## Exercise brief
Within the material below, locate the line with "You are a GUI" and the line with "Task: Click on the DISCOVER AUCKLAND", then return those two lines and all lines between them, exactly as written.

## Records for the task
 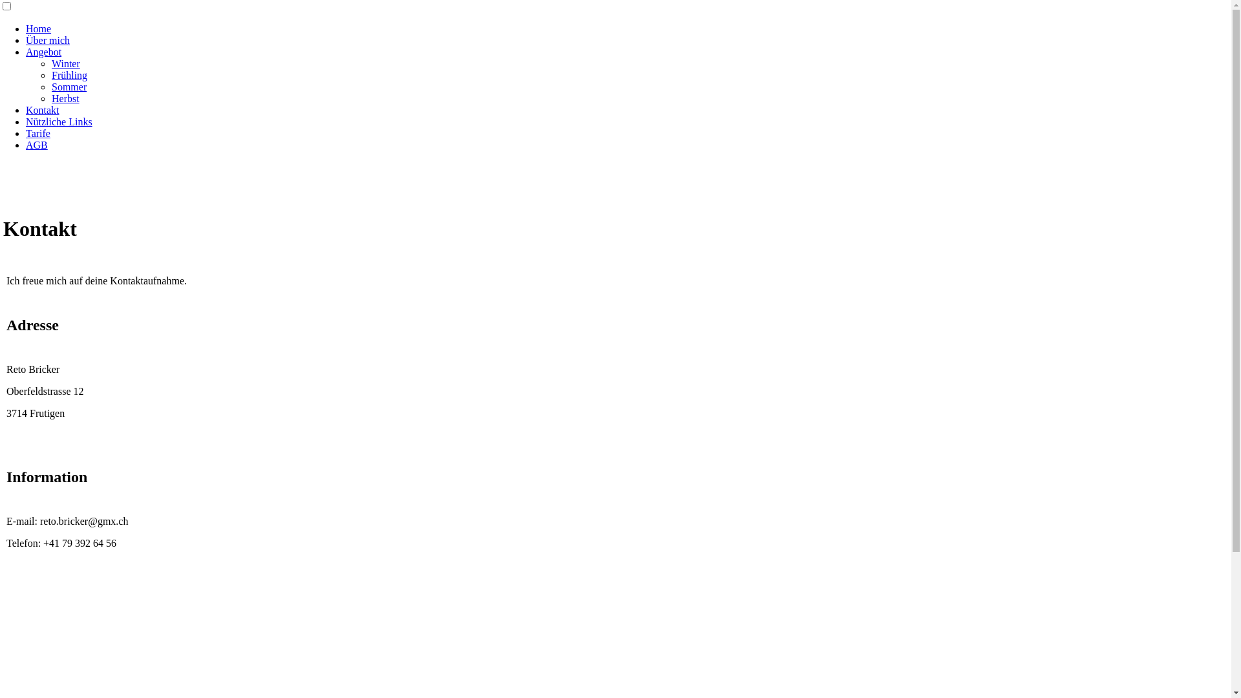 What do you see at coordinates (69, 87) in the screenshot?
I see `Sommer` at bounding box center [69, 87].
* * *
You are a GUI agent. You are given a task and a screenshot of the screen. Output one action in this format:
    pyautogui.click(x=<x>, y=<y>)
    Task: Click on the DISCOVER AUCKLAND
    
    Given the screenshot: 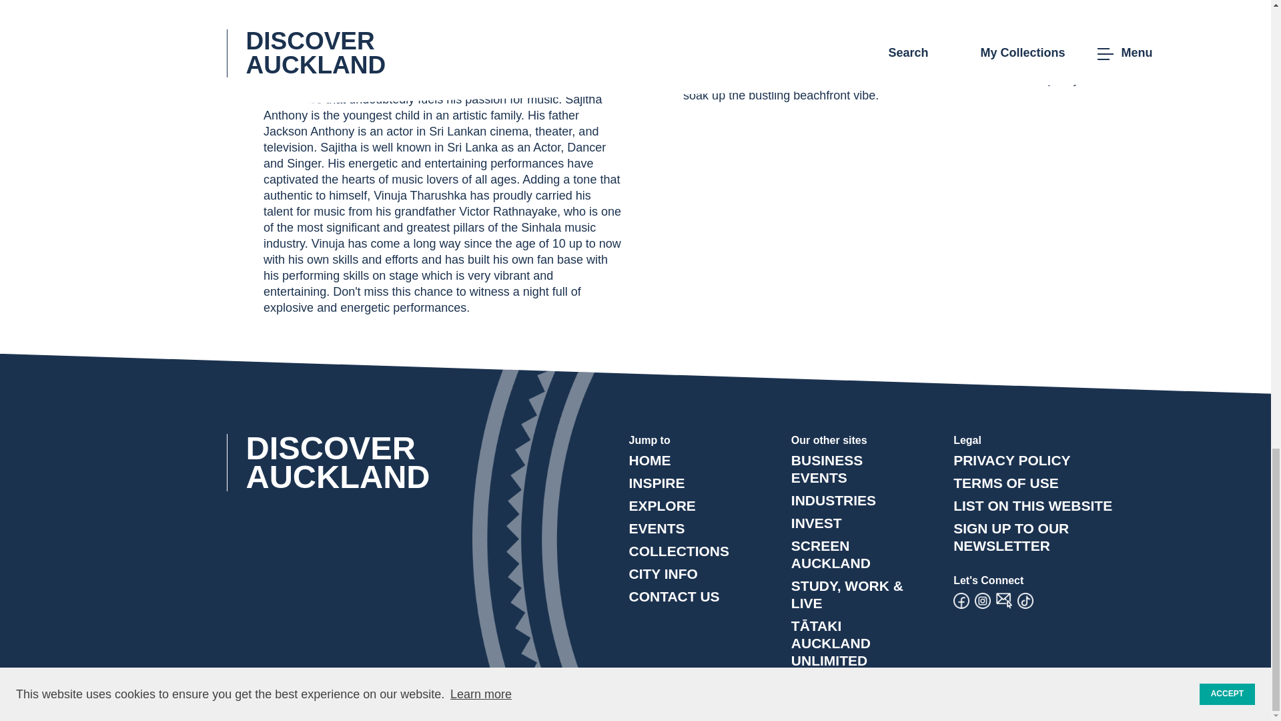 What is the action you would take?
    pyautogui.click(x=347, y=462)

## Finished task
You are a GUI agent. You are given a task and a screenshot of the screen. Output one action in this format:
    pyautogui.click(x=<x>, y=<y>)
    Task: Click on the DISCOVER AUCKLAND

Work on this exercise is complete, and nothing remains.